“Our assessment aligns with that of the UN – that al-Qaeda’s new de facto leader Saif al-Adel is based in Iran,” said State Department spokesman Ned Price.
Iran has provided the base for the new leader of the al-Qaeda Islamist terror organization, according to separate assessments released this week by the UN and the United States.
A UN report issued on Wednesday described Seif al-Adel — a a former Egyptian intelligence officer with a $10 million bounty on his head — as the “uncontested” leader of al-Qaeda, whose influence since the September 11, 2001 atrocities in New York and Washington, DC, has waned as other terror groups such as ISIS have emerged in the Middle East.
Identifying the current leader of al-Qaeda has been complicated by the reluctance of the Taliban leadership in Afghanistan to acknowledge the death of its previous leader, Ayman al-Zawahiri, in July 2022. Al-Zawahiri was a close associate of Osama Bin Laden, the late Al Qaeda chief who masterminded the 9/11 attacks.
According to the UN report, “many Member States took the view that Seif al-Adel is already operating as the de facto and uncontested leader of the group.”
That same conclusion was endorsed on Wednesday by State Department spokesman Ned Price, who told a press briefing that al-Adel’s presence in Iran “is just another example of Iran’s wide-ranging support for terrorism, its destabilizing activities in the Middle East and beyond.”
Said Price: “Our assessment aligns with that of the UN – that al-Qaeda’s new de facto leader Saif al-Adel is based in Iran.” Al-Adel is wanted by the US for his involvement with the 1998 bombings of US embassies in Kenya and Tanzania.
Asked what action the US might take in response, Price said that by “engaging in concerted diplomacy, by coordinating closely with our closest allies and partners, we are more effectively able to take on all of the challenges that Iran poses to our interests, to the stability of the region, and to the interests of countries well beyond.”
Often referred to as the third ranking member of al Qaeda, al-Adel achieved the rank of colonel in the Egyptian special forces. In 1988, he fled Egypt, where he had been arrested for involvement with the jihadi organization responsible for the 1981 assassination of President Anwar al-Sadat, for Pakistan, where he became a military trainer for jihadi groups.
Al-Adel was involved in planning terrorist operations around the world — including the attempted assassination in 2000 of Joseph Gutnick, an Orthodox Jewish mining magnate in Australia — and managed Bin Laden’s personal security.
Al-Adel, whose real name is Mohammed Salah al-Din Zeidan, is believed to have moved to Iran in 2002 or 2003. He is reported to be a member of al-Qaeda’s senior leadership council, the Majlis al-Shura, as well as a senior member of the group’s Hittin Committee, charged with governing al-Qaeda’s global operations.
Iran meanwhile vociferously denied the UN and US claims over al-Din’s whereabouts.
“I advise the officials of the White House to stop the failed game of Iran phobia, making news about the leader of al-Qaeda and linking him to Iran is laughable,” Hossein Amir-Abdollahian, Iran’s Foreign Minister, declared in a tweet.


* _What is being asked_: Copy each line of the data that has "Active" in it.

Figure record listings:

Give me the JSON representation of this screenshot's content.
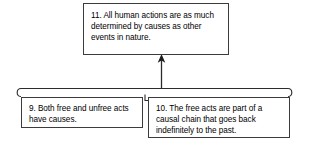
{
  "diagram": {
    "kind": "argument-map",
    "background_color": "#ffffff",
    "line_color": "#2b2b2b",
    "box_border_color": "#3c3c3c",
    "text_color": "#000000",
    "boxes": {
      "conclusion": {
        "id": "11",
        "text": "11. All human actions are as much determined by causes as other events in nature."
      },
      "premise_9": {
        "id": "9",
        "text": "9. Both free and unfree acts have causes."
      },
      "premise_10": {
        "id": "10",
        "text": "10. The free acts are part of a causal chain that goes back indefinitely to the past."
      }
    },
    "connector": {
      "type": "linked-premise-bracket",
      "description": "Horizontal bracket with curled ends joining premises 9 and 10, with a single arrow rising to conclusion 11",
      "arrow_direction": "up",
      "arrow_target": "11",
      "arrow_sources": [
        "9",
        "10"
      ]
    }
  }
}
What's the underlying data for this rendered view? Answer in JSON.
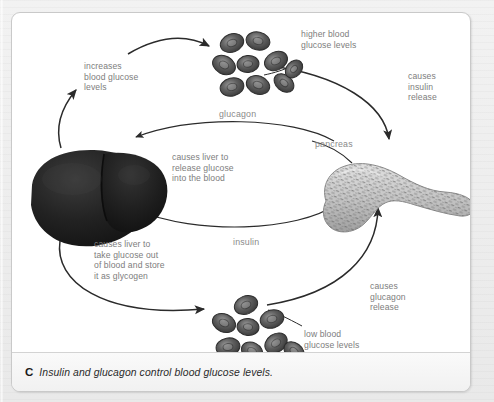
{
  "figure": {
    "caption_letter": "C",
    "caption_text": "Insulin and glucagon control blood glucose levels."
  },
  "diagram": {
    "type": "cycle-diagram",
    "title": "Insulin and glucagon control blood glucose levels",
    "nodes": [
      {
        "id": "high-glucose",
        "label": "higher blood\nglucose levels",
        "icon": "red-blood-cells-icon",
        "position": "top-center"
      },
      {
        "id": "low-glucose",
        "label": "low blood\nglucose levels",
        "icon": "red-blood-cells-icon",
        "position": "bottom-center"
      },
      {
        "id": "liver",
        "label": "liver",
        "icon": "liver-organ-icon",
        "position": "left-center"
      },
      {
        "id": "pancreas",
        "label": "pancreas",
        "icon": "pancreas-organ-icon",
        "position": "right-center"
      }
    ],
    "edge_labels": {
      "increases_blood_glucose": "increases\nblood glucose\nlevels",
      "causes_insulin_release": "causes\ninsulin\nrelease",
      "glucagon": "glucagon",
      "causes_liver_release": "causes liver to\nrelease glucose\ninto the blood",
      "pancreas": "pancreas",
      "causes_liver_take_up": "causes liver to\ntake glucose out\nof blood and store\nit as glycogen",
      "insulin": "insulin",
      "causes_glucagon_release": "causes\nglucagon\nrelease",
      "low_blood_glucose": "low blood\nglucose levels",
      "higher_blood_glucose": "higher blood\nglucose levels"
    },
    "colors": {
      "panel_background": "#ffffff",
      "page_background": "#efefef",
      "arrow": "#2b2b2b",
      "note_text": "#7d7d7d",
      "caption_text": "#2b2b2b",
      "liver": "#232323",
      "pancreas": "#b9b9b9",
      "red_blood_cell": "#555555"
    }
  }
}
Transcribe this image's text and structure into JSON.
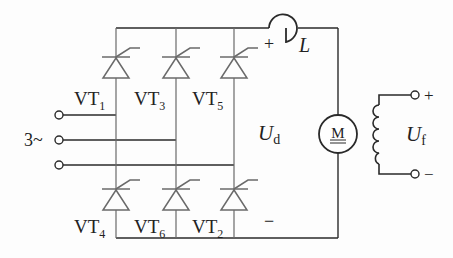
{
  "diagram": {
    "thyristors": [
      {
        "id": "VT1",
        "base": "VT",
        "sub": "1",
        "position": "upper-left"
      },
      {
        "id": "VT3",
        "base": "VT",
        "sub": "3",
        "position": "upper-middle"
      },
      {
        "id": "VT5",
        "base": "VT",
        "sub": "5",
        "position": "upper-right"
      },
      {
        "id": "VT4",
        "base": "VT",
        "sub": "4",
        "position": "lower-left"
      },
      {
        "id": "VT6",
        "base": "VT",
        "sub": "6",
        "position": "lower-middle"
      },
      {
        "id": "VT2",
        "base": "VT",
        "sub": "2",
        "position": "lower-right"
      }
    ],
    "ac_input_label": "3~",
    "inductor_label": "L",
    "dc_voltage": {
      "base": "U",
      "sub": "d",
      "plus": "+",
      "minus": "−"
    },
    "motor_label": "M",
    "field": {
      "base": "U",
      "sub": "f",
      "plus": "+",
      "minus": "−"
    },
    "colors": {
      "line": "#2a2a2a",
      "device": "#6a6a6a",
      "background": "#fdfdfd"
    }
  }
}
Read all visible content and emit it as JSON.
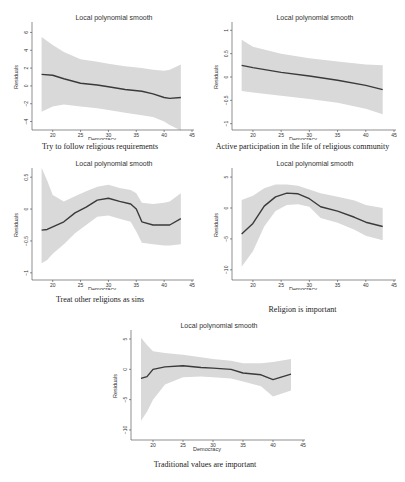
{
  "figure": {
    "panel_title": "Local polynomial smooth",
    "xlabel": "Democracy",
    "ylabel": "Residuals",
    "x_ticks": [
      20,
      25,
      30,
      35,
      40,
      45
    ]
  },
  "panels": [
    {
      "caption": "Try to follow religious requirements",
      "note": "kernel = epanechnikov, degree = 0, bandwidth = 5.26, pwidth = 7.9"
    },
    {
      "caption": "Active participation in the life of religious community",
      "note": "kernel = epanechnikov, degree = 0, bandwidth = 7.61, pwidth = 11.42"
    },
    {
      "caption": "Treat other religions as sins",
      "note": "kernel = epanechnikov, degree = 0, bandwidth = 2.11, pwidth = 3.16"
    },
    {
      "caption": "Religion is important",
      "note": "kernel = epanechnikov, degree = 0, bandwidth = 2.54, pwidth = 3.8"
    },
    {
      "caption": "Traditional values are important",
      "note": "kernel = epanechnikov, degree = 0, bandwidth = 2.69, pwidth = 4.03"
    }
  ],
  "chart_data": [
    {
      "type": "line",
      "title": "Local polynomial smooth",
      "subtitle": "Try to follow religious requirements",
      "xlabel": "Democracy",
      "ylabel": "Residuals",
      "xlim": [
        17,
        45
      ],
      "ylim": [
        -4.5,
        6.5
      ],
      "x_ticks": [
        20,
        25,
        30,
        35,
        40,
        45
      ],
      "y_ticks": [
        -4,
        -2,
        0,
        2,
        4,
        6
      ],
      "x": [
        18,
        20,
        22,
        25,
        28,
        30,
        33,
        36,
        38,
        40,
        41,
        43
      ],
      "series": [
        {
          "name": "smooth",
          "values": [
            1.3,
            1.2,
            0.8,
            0.3,
            0.1,
            -0.1,
            -0.4,
            -0.6,
            -0.9,
            -1.3,
            -1.4,
            -1.3
          ]
        },
        {
          "name": "ci_upper",
          "values": [
            5.5,
            4.6,
            3.8,
            3.0,
            2.7,
            2.5,
            2.2,
            2.0,
            1.8,
            1.7,
            1.8,
            2.4
          ]
        },
        {
          "name": "ci_lower",
          "values": [
            -2.9,
            -2.3,
            -2.1,
            -2.3,
            -2.5,
            -2.7,
            -3.0,
            -3.3,
            -3.5,
            -4.0,
            -4.4,
            -5.0
          ]
        }
      ]
    },
    {
      "type": "line",
      "title": "Local polynomial smooth",
      "subtitle": "Active participation in the life of religious community",
      "xlabel": "Democracy",
      "ylabel": "Residuals",
      "xlim": [
        17,
        45
      ],
      "ylim": [
        -1.05,
        1.05
      ],
      "x_ticks": [
        20,
        25,
        30,
        35,
        40,
        45
      ],
      "y_ticks": [
        -1,
        -0.5,
        0,
        0.5,
        1
      ],
      "x": [
        18,
        20,
        25,
        30,
        35,
        40,
        43
      ],
      "series": [
        {
          "name": "smooth",
          "values": [
            0.25,
            0.2,
            0.1,
            0.02,
            -0.07,
            -0.18,
            -0.27
          ]
        },
        {
          "name": "ci_upper",
          "values": [
            0.8,
            0.65,
            0.5,
            0.4,
            0.33,
            0.27,
            0.25
          ]
        },
        {
          "name": "ci_lower",
          "values": [
            -0.3,
            -0.33,
            -0.4,
            -0.47,
            -0.55,
            -0.68,
            -0.8
          ]
        }
      ]
    },
    {
      "type": "line",
      "title": "Local polynomial smooth",
      "subtitle": "Treat other religions as sins",
      "xlabel": "Democracy",
      "ylabel": "Residuals",
      "xlim": [
        17,
        45
      ],
      "ylim": [
        -1.05,
        0.55
      ],
      "x_ticks": [
        20,
        25,
        30,
        35,
        40,
        45
      ],
      "y_ticks": [
        -1,
        -0.5,
        0,
        0.5
      ],
      "x": [
        18,
        19,
        20,
        22,
        24,
        26,
        28,
        30,
        32,
        34,
        35,
        36,
        38,
        40,
        41,
        43
      ],
      "series": [
        {
          "name": "smooth",
          "values": [
            -0.33,
            -0.32,
            -0.28,
            -0.2,
            -0.06,
            0.03,
            0.14,
            0.17,
            0.12,
            0.08,
            0.0,
            -0.2,
            -0.25,
            -0.25,
            -0.25,
            -0.15
          ]
        },
        {
          "name": "ci_upper",
          "values": [
            0.65,
            0.45,
            0.22,
            0.12,
            0.2,
            0.28,
            0.35,
            0.38,
            0.33,
            0.3,
            0.25,
            0.1,
            0.08,
            0.1,
            0.12,
            0.25
          ]
        },
        {
          "name": "ci_lower",
          "values": [
            -0.85,
            -0.8,
            -0.7,
            -0.55,
            -0.38,
            -0.25,
            -0.12,
            -0.1,
            -0.15,
            -0.2,
            -0.35,
            -0.53,
            -0.55,
            -0.57,
            -0.57,
            -0.55
          ]
        }
      ]
    },
    {
      "type": "line",
      "title": "Local polynomial smooth",
      "subtitle": "Religion is important",
      "xlabel": "Democracy",
      "ylabel": "Residuals",
      "xlim": [
        17,
        45
      ],
      "ylim": [
        -11,
        5.5
      ],
      "x_ticks": [
        20,
        25,
        30,
        35,
        40,
        45
      ],
      "y_ticks": [
        -10,
        -5,
        0,
        5
      ],
      "x": [
        18,
        20,
        22,
        24,
        26,
        28,
        30,
        32,
        35,
        38,
        40,
        43
      ],
      "series": [
        {
          "name": "smooth",
          "values": [
            -4.2,
            -2.5,
            0.3,
            1.8,
            2.4,
            2.3,
            1.5,
            0.2,
            -0.5,
            -1.5,
            -2.3,
            -3.0
          ]
        },
        {
          "name": "ci_upper",
          "values": [
            1.3,
            2.0,
            3.2,
            3.8,
            3.8,
            3.6,
            3.0,
            2.4,
            1.8,
            1.2,
            0.5,
            0.0
          ]
        },
        {
          "name": "ci_lower",
          "values": [
            -9.5,
            -7.0,
            -3.0,
            -0.5,
            0.5,
            0.6,
            0.2,
            -1.6,
            -2.4,
            -3.5,
            -4.5,
            -5.2
          ]
        }
      ]
    },
    {
      "type": "line",
      "title": "Local polynomial smooth",
      "subtitle": "Traditional values are important",
      "xlabel": "Democracy",
      "ylabel": "Residuals",
      "xlim": [
        17,
        45
      ],
      "ylim": [
        -11,
        5.5
      ],
      "x_ticks": [
        20,
        25,
        30,
        35,
        40,
        45
      ],
      "y_ticks": [
        -10,
        -5,
        0,
        5
      ],
      "x": [
        18,
        19,
        20,
        22,
        25,
        28,
        30,
        33,
        35,
        38,
        40,
        43
      ],
      "series": [
        {
          "name": "smooth",
          "values": [
            -1.5,
            -1.2,
            0.0,
            0.4,
            0.6,
            0.3,
            0.2,
            0.0,
            -0.6,
            -0.9,
            -1.7,
            -0.8
          ]
        },
        {
          "name": "ci_upper",
          "values": [
            5.2,
            4.0,
            3.0,
            2.7,
            2.4,
            2.0,
            1.7,
            1.4,
            1.0,
            1.0,
            1.2,
            1.7
          ]
        },
        {
          "name": "ci_lower",
          "values": [
            -8.5,
            -7.0,
            -5.0,
            -2.5,
            -1.3,
            -1.2,
            -1.3,
            -1.5,
            -2.0,
            -2.8,
            -4.5,
            -3.5
          ]
        }
      ]
    }
  ]
}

* _Result for this task_:
      "caption": "Active participation in the life of religious community",
      "subtitle": "Active participation in the life of religious community",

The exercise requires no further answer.